Most mineral forms in supplement products today are inorganic salts: oxides, carbonates, sulfates, chlorides. They work, they're inexpensive, and they've been the industry default for decades. Aminochelated minerals are the premium alternative. Understanding why they're worth the cost premium and how to formulate with them is increasingly necessary for any brand competing in the natural channel.
What aminochelation means
An aminochelated mineral is a mineral ion (magnesium, zinc, iron, or similar) that has been bonded to one or two amino acid molecules to form a stable ring structure called a chelate. The most common amino acid used is glycine, which is why "glycinate" appears in the ingredient names for magnesium and zinc. The chelate bond protects the mineral from oxidative reactions and from interactions with dietary compounds that would otherwise block absorption: phytates, tannins, oxalates, calcium, and competing minerals.
Inorganic mineral salts arrive in the gut as free ions competing with everything else in the digestive environment. Aminochelated minerals arrive partially protected, recognized by absorption pathways that inorganic forms cannot access. The difference isn't subtle at therapeutic doses, and it compounds across a formula when multiple minerals are combined.
The two-pathway advantage
Inorganic minerals rely primarily on passive diffusion and mineral-specific transporters in the intestinal wall. Aminochelated minerals can use those same pathways plus the dipeptide transporter pathway, the same system the body uses to absorb small peptides from protein digestion. This dual-pathway access is why pharmacokinetic studies consistently show higher bioavailability for chelated forms compared to inorganic equivalents at matched elemental doses.
The practical implication is direct: lower doses of chelated minerals achieve the same or better mineral delivery than higher doses of inorganic forms. For formulators, that means tighter label claims, smaller capsule counts, and less competition for absorption within a multi-mineral formula.
GI tolerance: why it matters for compliance
The clinical problem with inorganic minerals at therapeutic doses is well documented. Magnesium oxide at sleep-supportive doses causes loose stool in a significant portion of users. Ferrous sulfate at therapeutic iron doses causes constipation, dark stool, and nausea that drives non-compliance in the women and children who need it most. Inorganic zinc at immune-support doses contributes nausea and metallic aftertaste that shows up in reviews and return rates.
Aminochelated forms avoid these effects because the chelate is absorbed more efficiently in the small intestine, reducing the amount of free mineral that reaches the large intestine where GI effects originate. This is the argument that closes the cost conversation for most formulators. A product that works without side effects retains customers. A product with known GI liabilities at effective doses does not.
Form-by-form guide
Magnesium Glycinate (19% elemental Mg). The highest-demand chelated mineral in the supplement market right now. Primary applications are sleep, relaxation, and muscle recovery. Glycine provides a secondary mechanism via inhibitory neurotransmitter pathways, adding a calming effect independent of magnesium's own activity. High solubility makes it suitable for functional beverage formats as well as capsules and powders. GI profile makes it the preferred form for sustained higher-dose use where other forms create compliance problems.
Zinc Bisglycinate (10%, 18%, or 25% elemental Zn). Available in three forms with different elemental zinc percentages. The lower percentage in the bisglycinate form (10%) reflects a more fully reacted chelate, not a weaker product. More glycine molecules per zinc ion means a more complete chelation. Neutral taste, high solubility (97%+), and compatibility with complex multi-ingredient formulas make it formulation-friendly. Published pharmacokinetic studies show approximately 43% higher bioavailability than zinc gluconate. Formulators building sleep, recovery, or mineral complex products frequently pair zinc bisglycinate with magnesium glycinate.
Iron Bisglycinate (10% or 14.4% elemental Fe). The GI-gentle iron form for women's health, prenatal, and pediatric applications where ferrous sulfate's side effects are a real barrier to product success. Organoleptically neutral, which opens iron up to beverage and functional food formats where ferrous sulfate's flavor and color impact would be disqualifying. For prenatal and children's supplement formulas, GI tolerance is often the primary formulation criteria for iron. Bisglycinate resolves it.
Working with PAT on mineral specifications
PAT supplies magnesium glycinate, zinc bisglycinate, and iron bisglycinate with full technical documentation: COA, TDS, allergen statements, and chelation documentation available on request. All three minerals are available for sampling, shipped within one business day.
Formulators building mineral complexes combining two or more of these ingredients are welcome to reach out for co-formulation guidance. The questions around elemental dosing, chelate form selection, and capsule fill weight math come up consistently, and we're set up to work through them before the product architecture is finalized.
PAT supplies aminochelated magnesium glycinate, zinc bisglycinate, and iron bisglycinate with full technical documentation.
COA, TDS, allergen statement, and chelation verification on request. Samples available.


Please copy the entries below word for word, leaving out any image.

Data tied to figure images
--------------------------------

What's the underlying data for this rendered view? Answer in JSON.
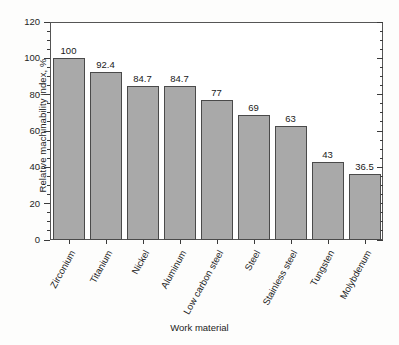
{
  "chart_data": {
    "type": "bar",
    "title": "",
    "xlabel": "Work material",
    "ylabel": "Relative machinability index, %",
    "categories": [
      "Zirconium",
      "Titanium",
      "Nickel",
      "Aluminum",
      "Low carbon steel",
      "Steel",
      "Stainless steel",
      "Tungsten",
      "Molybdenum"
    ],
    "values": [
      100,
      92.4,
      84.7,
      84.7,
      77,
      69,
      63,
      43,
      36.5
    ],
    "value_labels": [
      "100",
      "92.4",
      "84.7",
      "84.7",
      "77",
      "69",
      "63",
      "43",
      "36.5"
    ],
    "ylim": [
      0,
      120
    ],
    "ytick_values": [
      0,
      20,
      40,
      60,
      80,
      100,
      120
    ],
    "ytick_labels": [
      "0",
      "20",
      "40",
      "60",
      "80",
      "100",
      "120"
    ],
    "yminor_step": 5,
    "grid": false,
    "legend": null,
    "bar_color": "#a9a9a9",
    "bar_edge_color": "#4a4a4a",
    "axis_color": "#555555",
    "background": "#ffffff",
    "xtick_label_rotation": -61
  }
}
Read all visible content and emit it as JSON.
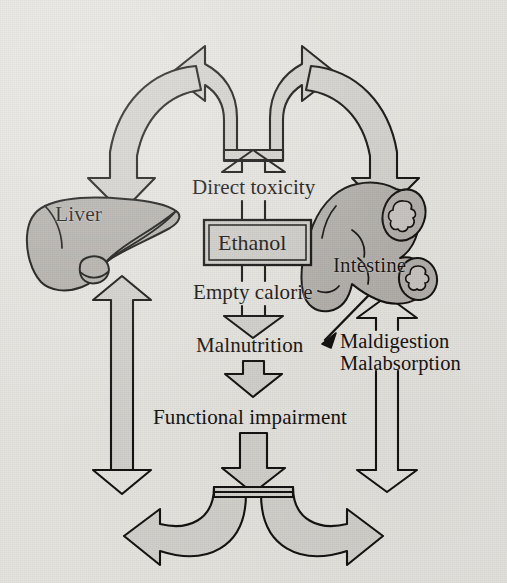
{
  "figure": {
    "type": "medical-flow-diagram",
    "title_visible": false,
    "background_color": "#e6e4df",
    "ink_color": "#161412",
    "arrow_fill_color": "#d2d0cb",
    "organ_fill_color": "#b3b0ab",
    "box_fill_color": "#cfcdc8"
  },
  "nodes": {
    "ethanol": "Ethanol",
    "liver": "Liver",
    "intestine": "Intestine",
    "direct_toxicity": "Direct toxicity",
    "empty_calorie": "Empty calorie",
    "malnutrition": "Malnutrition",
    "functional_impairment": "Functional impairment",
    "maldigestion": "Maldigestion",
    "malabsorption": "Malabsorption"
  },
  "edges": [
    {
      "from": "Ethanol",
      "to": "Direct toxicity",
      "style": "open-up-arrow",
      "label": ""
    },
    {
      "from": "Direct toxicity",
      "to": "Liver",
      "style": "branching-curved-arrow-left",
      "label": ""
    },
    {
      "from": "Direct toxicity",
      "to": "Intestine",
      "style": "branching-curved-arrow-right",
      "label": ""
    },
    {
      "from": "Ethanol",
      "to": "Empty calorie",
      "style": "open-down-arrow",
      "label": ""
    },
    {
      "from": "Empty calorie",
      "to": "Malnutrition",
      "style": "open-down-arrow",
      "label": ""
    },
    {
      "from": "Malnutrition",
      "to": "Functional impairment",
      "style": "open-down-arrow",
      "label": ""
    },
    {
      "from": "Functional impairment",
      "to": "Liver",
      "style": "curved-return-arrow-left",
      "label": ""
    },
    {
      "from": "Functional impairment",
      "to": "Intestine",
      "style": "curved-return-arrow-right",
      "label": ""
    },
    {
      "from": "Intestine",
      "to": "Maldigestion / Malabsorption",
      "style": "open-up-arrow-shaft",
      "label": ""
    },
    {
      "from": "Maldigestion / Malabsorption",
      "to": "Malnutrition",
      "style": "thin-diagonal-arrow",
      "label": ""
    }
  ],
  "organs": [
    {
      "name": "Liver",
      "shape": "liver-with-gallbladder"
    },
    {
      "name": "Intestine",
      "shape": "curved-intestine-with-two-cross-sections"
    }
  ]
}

--------------------------------

* Task answer
What's the underlying data for this rendered view? Answer in JSON.
{
  "chart_data": {
    "type": "bar",
    "title": "",
    "xlabel": "Work material",
    "ylabel": "Relative machinability index, %",
    "categories": [
      "Zirconium",
      "Titanium",
      "Nickel",
      "Aluminum",
      "Low carbon steel",
      "Steel",
      "Stainless steel",
      "Tungsten",
      "Molybdenum"
    ],
    "values": [
      100,
      92.4,
      84.7,
      84.7,
      77,
      69,
      63,
      43,
      36.5
    ],
    "value_labels": [
      "100",
      "92.4",
      "84.7",
      "84.7",
      "77",
      "69",
      "63",
      "43",
      "36.5"
    ],
    "ylim": [
      0,
      120
    ],
    "ytick_values": [
      0,
      20,
      40,
      60,
      80,
      100,
      120
    ],
    "ytick_labels": [
      "0",
      "20",
      "40",
      "60",
      "80",
      "100",
      "120"
    ],
    "yminor_step": 5,
    "grid": false,
    "legend": null,
    "bar_color": "#a9a9a9",
    "bar_edge_color": "#4a4a4a",
    "axis_color": "#555555",
    "background": "#ffffff",
    "xtick_label_rotation": -61
  }
}
Read all visible content and emit it as JSON.
{
  "figure": {
    "type": "medical-flow-diagram",
    "title_visible": false,
    "background_color": "#e6e4df",
    "ink_color": "#161412",
    "arrow_fill_color": "#d2d0cb",
    "organ_fill_color": "#b3b0ab",
    "box_fill_color": "#cfcdc8"
  },
  "nodes": {
    "ethanol": "Ethanol",
    "liver": "Liver",
    "intestine": "Intestine",
    "direct_toxicity": "Direct toxicity",
    "empty_calorie": "Empty calorie",
    "malnutrition": "Malnutrition",
    "functional_impairment": "Functional impairment",
    "maldigestion": "Maldigestion",
    "malabsorption": "Malabsorption"
  },
  "edges": [
    {
      "from": "Ethanol",
      "to": "Direct toxicity",
      "style": "open-up-arrow",
      "label": ""
    },
    {
      "from": "Direct toxicity",
      "to": "Liver",
      "style": "branching-curved-arrow-left",
      "label": ""
    },
    {
      "from": "Direct toxicity",
      "to": "Intestine",
      "style": "branching-curved-arrow-right",
      "label": ""
    },
    {
      "from": "Ethanol",
      "to": "Empty calorie",
      "style": "open-down-arrow",
      "label": ""
    },
    {
      "from": "Empty calorie",
      "to": "Malnutrition",
      "style": "open-down-arrow",
      "label": ""
    },
    {
      "from": "Malnutrition",
      "to": "Functional impairment",
      "style": "open-down-arrow",
      "label": ""
    },
    {
      "from": "Functional impairment",
      "to": "Liver",
      "style": "curved-return-arrow-left",
      "label": ""
    },
    {
      "from": "Functional impairment",
      "to": "Intestine",
      "style": "curved-return-arrow-right",
      "label": ""
    },
    {
      "from": "Intestine",
      "to": "Maldigestion / Malabsorption",
      "style": "open-up-arrow-shaft",
      "label": ""
    },
    {
      "from": "Maldigestion / Malabsorption",
      "to": "Malnutrition",
      "style": "thin-diagonal-arrow",
      "label": ""
    }
  ],
  "organs": [
    {
      "name": "Liver",
      "shape": "liver-with-gallbladder"
    },
    {
      "name": "Intestine",
      "shape": "curved-intestine-with-two-cross-sections"
    }
  ]
}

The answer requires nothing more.